• Task item: Only what runs from the line with "Describe the element" to the end of the data should appear in the answer, exactly as written and without pictures.

• Screenshot grounding data:
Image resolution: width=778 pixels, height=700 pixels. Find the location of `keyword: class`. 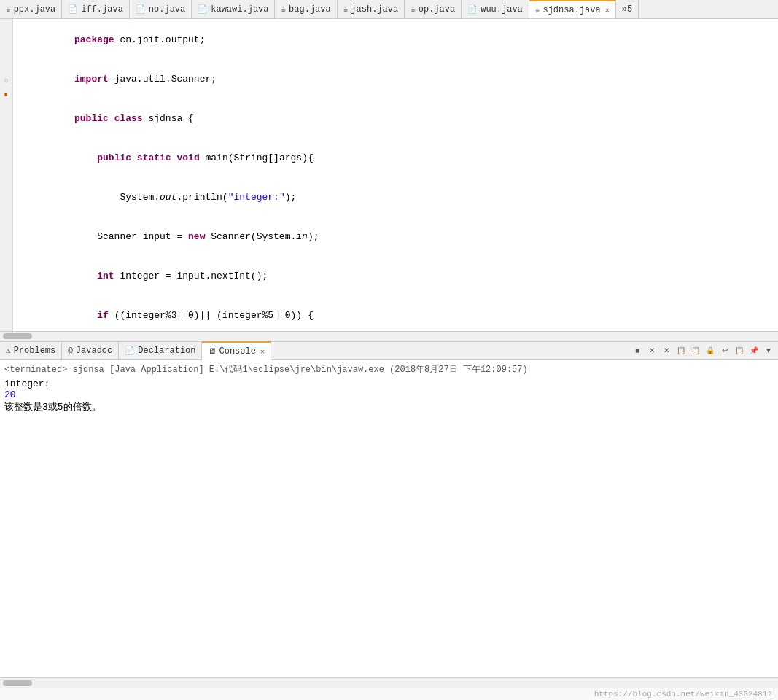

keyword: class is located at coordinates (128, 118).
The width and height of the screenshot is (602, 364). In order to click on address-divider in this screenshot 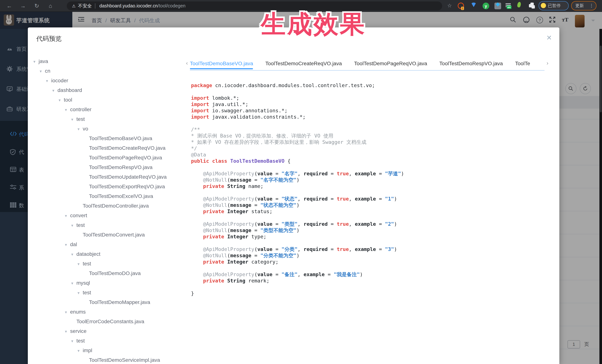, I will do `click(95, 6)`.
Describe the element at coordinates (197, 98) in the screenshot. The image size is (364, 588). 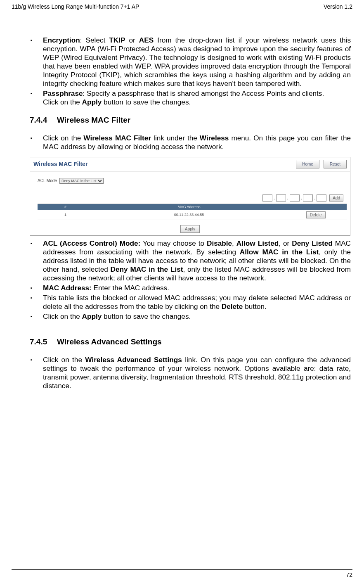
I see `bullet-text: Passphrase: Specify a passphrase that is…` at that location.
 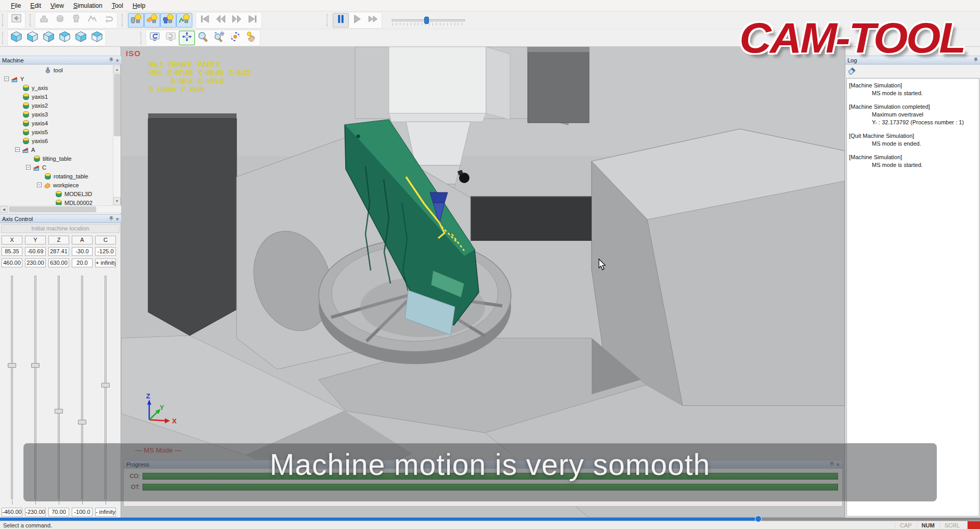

• Exercise solution:
Describe the element at coordinates (197, 98) in the screenshot. The image size is (364, 588). 
I see `bullet-text: Passphrase: Specify a passphrase that is…` at that location.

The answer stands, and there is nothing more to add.